Wheelchair tennis star Andy Lapthorne

Andy Lapthorne with his quad doubles partner Peter Norfolk. Credit: Tennis Foundation

With just 100 days to go until the Paralympics wheelchair tennis player Andy Lapthorne is getting steadily more excited... or is that nervous? He spoke to us as he took on Ade Adepitan, paralympic wheelchair basketball player, at a spot of tennis...

"One-hundred days to go Andy - how are you feeling?"

"It's just getting closer and closer... from two years out you think I've got so much time and then gradually it gets closer and closer. On the website there's a count down and to go into double figures is going to be unreal - you know it's just round the corner and you need to start training hard."

Andy was born with Cerebral Palsy. It affects his legs in that he can't walk very far, his arms which he can't fully straighten, and his grip. He is also left handed. In fact when he first started playing aged 12 he used both hands to work out which was the best - it turned out left is best!

He originally played football and joined a disabled team from the age of eight but after a couple of years he said realised the sport wasn't going to get him to the elite levels he wanted to go to:

"So I started to search for sports which were more on keel with an able-bodied sport in terms of being really elite and professional. I started playing wheelchair basketball and then actually attended one of the tennis foundation camps they run to get disabled people playing tennis. I attended that and met one of the coaches, Stu, and we've been working together for about eight years now."

Andy is ranked fourth in the world at singles and at doubles has won the Australian Grand Slam with his quad doubles partner Peter Norfolk, not once but twice. He will be going not just for medals this summer but gold.

Ade Adepitan, who won Bornze with the British wheelchair basketball team at the Paralympic Games in Athens 2004 said:

"He takes no pity on me on the court! He's got really good prospects for this year if he keeps working really hard, keeps doing what he's doing, then good things can happen."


> [Your task] Reproduce every entry word for word. Drop all pictures from the copy.

*** Block opens ***

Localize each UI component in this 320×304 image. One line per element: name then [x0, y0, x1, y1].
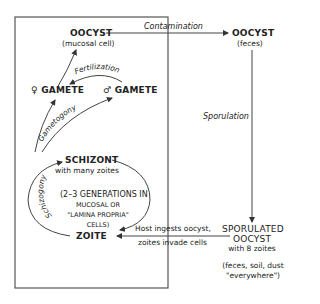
female-gamete: ♀ GAMETE	[31, 85, 84, 95]
sporulated-oocyst: SPORULATED OOCYST with 8 zoites	[222, 224, 282, 254]
contamination-label: Contamination	[144, 22, 203, 32]
host-ingests-line1: Host ingests oocyst,	[135, 224, 211, 234]
oocyst-feces-sub: (feces)	[237, 39, 263, 49]
male-gamete: ♂ GAMETE	[103, 85, 158, 95]
male-symbol-icon: ♂	[103, 85, 111, 95]
generations-note-line2: MUCOSAL OR	[60, 200, 136, 210]
environment-note-line2: "everywhere")	[218, 271, 288, 281]
oocyst-mucosal-sub: (mucosal cell)	[62, 39, 115, 49]
generations-note-line1: (2–3 GENERATIONS IN	[60, 190, 136, 200]
gametogony-label: Gametogony	[36, 102, 78, 143]
generations-note-line4: CELLS)	[60, 220, 136, 230]
generations-note: (2–3 GENERATIONS IN MUCOSAL OR "LAMINA P…	[60, 190, 136, 230]
sporulated-oocyst-line2: OOCYST	[222, 234, 282, 244]
oocyst-mucosal-title: OOCYST	[70, 28, 112, 38]
environment-note-line1: (feces, soil, dust	[218, 261, 288, 271]
sporulated-oocyst-line1: SPORULATED	[222, 224, 282, 234]
schizont-sub: with many zoites	[55, 166, 119, 176]
schizogony-label: Schizogony	[36, 173, 54, 220]
host-ingests-line2: zoites invade cells	[138, 238, 207, 248]
schizont-title: SCHIZONT	[65, 155, 118, 165]
sporulation-label: Sporulation	[203, 112, 249, 122]
oocyst-feces-title: OOCYST	[232, 28, 274, 38]
generations-note-line3: "LAMINA PROPRIA"	[60, 210, 136, 220]
female-gamete-title: GAMETE	[41, 85, 84, 95]
female-symbol-icon: ♀	[31, 85, 38, 95]
male-gamete-title: GAMETE	[115, 85, 158, 95]
environment-note: (feces, soil, dust "everywhere")	[218, 261, 288, 281]
fertilization-label: Fertilization	[73, 62, 121, 76]
zoite-title: ZOITE	[76, 231, 107, 241]
sporulated-oocyst-line3: with 8 zoites	[222, 244, 282, 254]
fertilization-arrow	[70, 75, 122, 84]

*** Block closes ***

> [Output for this exercise]
Localize each UI component in this 320×304 image. One line per element: name then [x0, y0, x1, y1].
female-gamete: ♀ GAMETE	[31, 85, 84, 95]
sporulated-oocyst: SPORULATED OOCYST with 8 zoites	[222, 224, 282, 254]
contamination-label: Contamination	[144, 22, 203, 32]
host-ingests-line1: Host ingests oocyst,	[135, 224, 211, 234]
oocyst-feces-sub: (feces)	[237, 39, 263, 49]
male-gamete: ♂ GAMETE	[103, 85, 158, 95]
male-symbol-icon: ♂	[103, 85, 111, 95]
generations-note-line2: MUCOSAL OR	[60, 200, 136, 210]
environment-note-line2: "everywhere")	[218, 271, 288, 281]
oocyst-mucosal-sub: (mucosal cell)	[62, 39, 115, 49]
generations-note-line1: (2–3 GENERATIONS IN	[60, 190, 136, 200]
gametogony-label: Gametogony	[36, 102, 78, 143]
generations-note-line4: CELLS)	[60, 220, 136, 230]
generations-note: (2–3 GENERATIONS IN MUCOSAL OR "LAMINA P…	[60, 190, 136, 230]
sporulated-oocyst-line2: OOCYST	[222, 234, 282, 244]
oocyst-mucosal-title: OOCYST	[70, 28, 112, 38]
environment-note-line1: (feces, soil, dust	[218, 261, 288, 271]
sporulated-oocyst-line1: SPORULATED	[222, 224, 282, 234]
schizont-sub: with many zoites	[55, 166, 119, 176]
schizogony-label: Schizogony	[36, 173, 54, 220]
host-ingests-line2: zoites invade cells	[138, 238, 207, 248]
schizont-title: SCHIZONT	[65, 155, 118, 165]
sporulation-label: Sporulation	[203, 112, 249, 122]
oocyst-feces-title: OOCYST	[232, 28, 274, 38]
generations-note-line3: "LAMINA PROPRIA"	[60, 210, 136, 220]
female-gamete-title: GAMETE	[41, 85, 84, 95]
female-symbol-icon: ♀	[31, 85, 38, 95]
male-gamete-title: GAMETE	[115, 85, 158, 95]
environment-note: (feces, soil, dust "everywhere")	[218, 261, 288, 281]
fertilization-label: Fertilization	[73, 62, 121, 76]
zoite-title: ZOITE	[76, 231, 107, 241]
sporulated-oocyst-line3: with 8 zoites	[222, 244, 282, 254]
fertilization-arrow	[70, 75, 122, 84]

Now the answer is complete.